Arsenic Reduces Rice Production
- aryajaipur05
- Mar 31, 2018
- 2 min read
According to a study of the researchers, it has been reported that groundwater in many rural areas contains arsenic at 10 to 100 times the amount of safe consumption levels. Still it is being consumed as the drinking water from wells which is becoming the reason for many heart diseases and cancer. Traces of arsenic have also been consumed through rice which is a staple food of the densely populated country.
The team of cbse board school in Sitapura has traveled to these places in growing seasons in order to see that how contaminated groundwater has been deposited through irrigation as well as impacts rice yields. Arsenic is an element which occurs naturally and can be found across the world but specific locations have elevated arsenic concentrations in the groundwater as these rural areas. However drinking the tainted water remains a crucial issue, the arsenic laced water also has the worst impact on the crop yields when it is used for irrigation in agricultural settings.
This study has been pursued by the team of researchers in order to get a wide understanding of how arsenic impacts the production of the rice across the world as well as the potential magnitude of this occurrence. For the purpose of drinking water, most people in the rural areas are relying on the untreated groundwater as Wordpress Development India and there is not a lot of centralized water treatment especially in rural areas.
So for the time the researchers were in those rural areas, they noticed that each family has its own well in order to drink water but lot of those well have arsenic unfortunately and people may or may not about it. These findings of the researchers’ have been published in many newspapers. In many countries, the rice is a major crop as well as the primary source of the calories in the country of maximum people.
Two types of rice grows by the all cbse school in Sitapura primarily which are harvested on seasonal cycle. Some rice is grown at the time of monsoon seasons and uses the natural rainfall in order to grow in flooded fields while some rice is grown in the dry, winter and they require irrigation. The water which is used to irrigate the farmland gets from the groundwater through wells and ultimately depositing various levels of arsenic into the soil.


§ **TASK DETAILS**
Go through the material and tally the lines containing the string "about". Give the total alone.

-- INFORMATION follows --

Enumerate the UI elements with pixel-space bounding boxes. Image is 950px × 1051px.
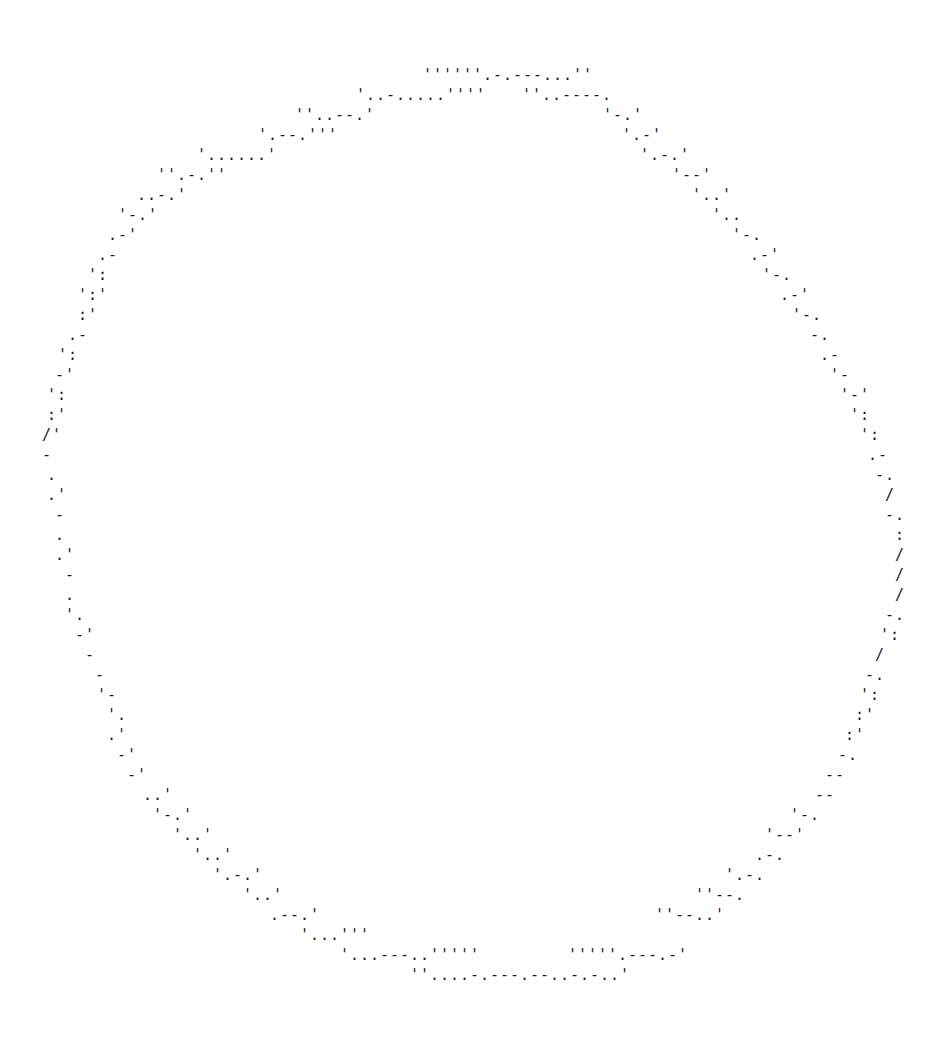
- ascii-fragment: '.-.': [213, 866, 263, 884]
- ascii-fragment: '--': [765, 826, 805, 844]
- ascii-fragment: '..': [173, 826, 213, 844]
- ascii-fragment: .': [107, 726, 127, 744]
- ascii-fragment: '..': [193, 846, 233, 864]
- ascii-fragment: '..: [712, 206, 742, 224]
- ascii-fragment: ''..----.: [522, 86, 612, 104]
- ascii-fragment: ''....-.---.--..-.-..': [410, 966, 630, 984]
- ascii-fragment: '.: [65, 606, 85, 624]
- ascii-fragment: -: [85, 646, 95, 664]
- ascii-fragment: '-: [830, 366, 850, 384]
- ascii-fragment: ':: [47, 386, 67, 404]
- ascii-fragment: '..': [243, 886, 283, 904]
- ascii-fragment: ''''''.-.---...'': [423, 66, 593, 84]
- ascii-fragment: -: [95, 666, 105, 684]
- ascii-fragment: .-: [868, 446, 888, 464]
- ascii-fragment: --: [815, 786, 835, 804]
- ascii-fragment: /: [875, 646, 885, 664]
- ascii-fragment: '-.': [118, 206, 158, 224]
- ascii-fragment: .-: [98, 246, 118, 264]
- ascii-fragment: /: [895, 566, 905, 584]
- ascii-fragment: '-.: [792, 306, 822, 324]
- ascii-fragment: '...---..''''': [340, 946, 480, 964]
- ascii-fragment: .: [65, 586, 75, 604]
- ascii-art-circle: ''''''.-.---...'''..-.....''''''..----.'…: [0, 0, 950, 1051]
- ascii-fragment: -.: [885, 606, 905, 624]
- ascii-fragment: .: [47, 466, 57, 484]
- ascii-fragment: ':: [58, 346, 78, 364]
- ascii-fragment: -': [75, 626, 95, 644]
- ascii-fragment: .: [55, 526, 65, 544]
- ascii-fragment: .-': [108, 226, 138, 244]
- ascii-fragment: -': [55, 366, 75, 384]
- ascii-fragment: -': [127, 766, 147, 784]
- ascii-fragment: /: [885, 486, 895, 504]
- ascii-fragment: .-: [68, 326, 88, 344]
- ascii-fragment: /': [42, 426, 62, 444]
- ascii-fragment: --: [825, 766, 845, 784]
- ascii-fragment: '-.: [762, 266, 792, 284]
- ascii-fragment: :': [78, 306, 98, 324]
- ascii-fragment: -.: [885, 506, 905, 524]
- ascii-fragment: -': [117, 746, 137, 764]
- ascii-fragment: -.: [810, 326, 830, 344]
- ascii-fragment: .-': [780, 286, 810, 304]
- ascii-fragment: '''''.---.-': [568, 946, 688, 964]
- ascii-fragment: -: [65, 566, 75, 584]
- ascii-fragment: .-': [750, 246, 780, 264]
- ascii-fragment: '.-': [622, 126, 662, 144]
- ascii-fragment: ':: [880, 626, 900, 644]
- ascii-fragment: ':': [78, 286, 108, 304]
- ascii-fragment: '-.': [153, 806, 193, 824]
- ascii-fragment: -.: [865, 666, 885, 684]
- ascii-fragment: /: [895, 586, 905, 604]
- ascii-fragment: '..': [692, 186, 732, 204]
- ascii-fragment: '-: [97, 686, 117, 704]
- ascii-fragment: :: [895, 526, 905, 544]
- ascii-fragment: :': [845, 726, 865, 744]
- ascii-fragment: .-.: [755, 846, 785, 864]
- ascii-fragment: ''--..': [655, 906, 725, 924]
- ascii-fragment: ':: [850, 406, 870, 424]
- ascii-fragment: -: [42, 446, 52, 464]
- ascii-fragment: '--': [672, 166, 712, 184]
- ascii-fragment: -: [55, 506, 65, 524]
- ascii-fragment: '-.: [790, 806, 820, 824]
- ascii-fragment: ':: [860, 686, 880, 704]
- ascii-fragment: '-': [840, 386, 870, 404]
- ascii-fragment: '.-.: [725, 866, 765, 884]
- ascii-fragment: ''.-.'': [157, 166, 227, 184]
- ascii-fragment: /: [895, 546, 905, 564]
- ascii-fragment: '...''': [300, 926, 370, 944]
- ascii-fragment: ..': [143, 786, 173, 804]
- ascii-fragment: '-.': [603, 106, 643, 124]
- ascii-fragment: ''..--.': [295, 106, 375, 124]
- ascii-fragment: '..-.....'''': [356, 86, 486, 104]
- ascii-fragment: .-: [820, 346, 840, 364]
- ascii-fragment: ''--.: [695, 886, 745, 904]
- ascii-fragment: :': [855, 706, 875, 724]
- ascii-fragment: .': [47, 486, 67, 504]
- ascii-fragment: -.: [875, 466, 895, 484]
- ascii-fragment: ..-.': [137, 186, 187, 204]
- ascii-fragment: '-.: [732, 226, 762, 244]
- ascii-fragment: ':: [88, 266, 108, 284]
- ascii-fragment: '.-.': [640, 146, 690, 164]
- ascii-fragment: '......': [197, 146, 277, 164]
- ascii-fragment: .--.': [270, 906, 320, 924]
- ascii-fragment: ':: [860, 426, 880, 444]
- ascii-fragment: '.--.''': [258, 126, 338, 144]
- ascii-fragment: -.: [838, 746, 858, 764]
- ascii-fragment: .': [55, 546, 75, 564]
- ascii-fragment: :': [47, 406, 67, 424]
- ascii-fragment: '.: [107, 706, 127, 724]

-- INFORMATION concluded --
-- INFORMATION follows --

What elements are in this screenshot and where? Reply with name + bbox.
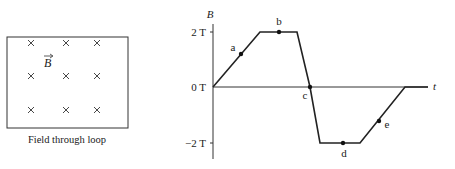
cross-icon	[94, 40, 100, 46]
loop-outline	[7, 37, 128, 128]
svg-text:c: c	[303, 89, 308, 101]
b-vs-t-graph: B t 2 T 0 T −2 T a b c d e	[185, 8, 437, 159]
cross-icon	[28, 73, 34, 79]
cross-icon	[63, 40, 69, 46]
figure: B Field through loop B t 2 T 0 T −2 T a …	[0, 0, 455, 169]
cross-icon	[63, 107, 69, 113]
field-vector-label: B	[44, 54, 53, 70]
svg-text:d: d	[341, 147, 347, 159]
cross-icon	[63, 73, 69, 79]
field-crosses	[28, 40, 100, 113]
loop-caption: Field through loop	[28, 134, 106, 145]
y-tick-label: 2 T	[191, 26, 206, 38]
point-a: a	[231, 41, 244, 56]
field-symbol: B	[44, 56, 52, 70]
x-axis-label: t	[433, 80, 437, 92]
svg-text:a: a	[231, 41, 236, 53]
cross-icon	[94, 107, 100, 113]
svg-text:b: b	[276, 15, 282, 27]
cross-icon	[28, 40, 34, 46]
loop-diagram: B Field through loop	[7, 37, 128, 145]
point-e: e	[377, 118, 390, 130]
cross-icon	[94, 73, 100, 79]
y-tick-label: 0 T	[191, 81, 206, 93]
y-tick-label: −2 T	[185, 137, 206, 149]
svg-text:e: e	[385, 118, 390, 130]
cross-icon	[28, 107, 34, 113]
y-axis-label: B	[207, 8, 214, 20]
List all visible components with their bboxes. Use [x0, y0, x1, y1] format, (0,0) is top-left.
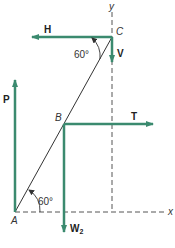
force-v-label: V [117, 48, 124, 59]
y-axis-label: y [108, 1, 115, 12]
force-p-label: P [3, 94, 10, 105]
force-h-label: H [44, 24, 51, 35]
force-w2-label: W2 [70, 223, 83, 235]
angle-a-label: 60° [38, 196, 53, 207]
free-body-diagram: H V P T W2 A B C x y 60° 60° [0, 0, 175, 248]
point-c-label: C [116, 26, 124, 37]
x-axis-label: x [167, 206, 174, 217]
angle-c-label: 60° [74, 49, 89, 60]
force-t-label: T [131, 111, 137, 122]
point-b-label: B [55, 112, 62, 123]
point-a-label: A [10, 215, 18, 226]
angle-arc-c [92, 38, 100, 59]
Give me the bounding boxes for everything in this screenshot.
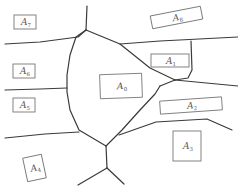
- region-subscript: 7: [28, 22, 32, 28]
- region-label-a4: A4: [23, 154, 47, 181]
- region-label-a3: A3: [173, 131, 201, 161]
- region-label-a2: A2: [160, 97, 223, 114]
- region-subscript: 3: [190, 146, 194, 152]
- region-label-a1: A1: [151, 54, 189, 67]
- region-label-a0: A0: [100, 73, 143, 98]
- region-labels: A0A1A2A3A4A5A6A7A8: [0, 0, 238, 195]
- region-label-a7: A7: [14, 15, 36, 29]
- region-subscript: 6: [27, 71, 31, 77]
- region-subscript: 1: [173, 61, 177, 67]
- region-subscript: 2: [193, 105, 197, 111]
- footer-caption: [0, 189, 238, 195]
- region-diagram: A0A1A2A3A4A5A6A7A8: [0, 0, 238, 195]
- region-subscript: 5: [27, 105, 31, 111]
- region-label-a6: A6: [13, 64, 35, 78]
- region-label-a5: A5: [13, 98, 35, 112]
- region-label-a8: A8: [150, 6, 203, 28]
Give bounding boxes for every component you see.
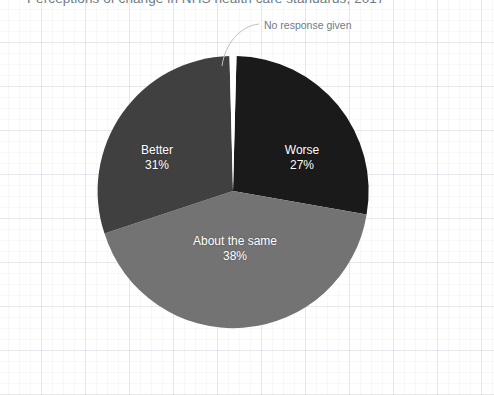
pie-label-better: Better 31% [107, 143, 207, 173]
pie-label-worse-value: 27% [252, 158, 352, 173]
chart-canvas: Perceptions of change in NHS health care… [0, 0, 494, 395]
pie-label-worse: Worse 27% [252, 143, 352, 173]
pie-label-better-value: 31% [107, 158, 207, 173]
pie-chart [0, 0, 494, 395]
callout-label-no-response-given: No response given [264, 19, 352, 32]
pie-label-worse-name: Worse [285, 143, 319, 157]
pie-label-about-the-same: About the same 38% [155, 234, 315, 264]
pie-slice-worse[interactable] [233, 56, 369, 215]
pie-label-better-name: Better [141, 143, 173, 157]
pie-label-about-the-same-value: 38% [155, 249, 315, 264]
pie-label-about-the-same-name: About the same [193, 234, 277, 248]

-- INFORMATION concluded --

§ **RESPONSE TO THE EXERCISE**
3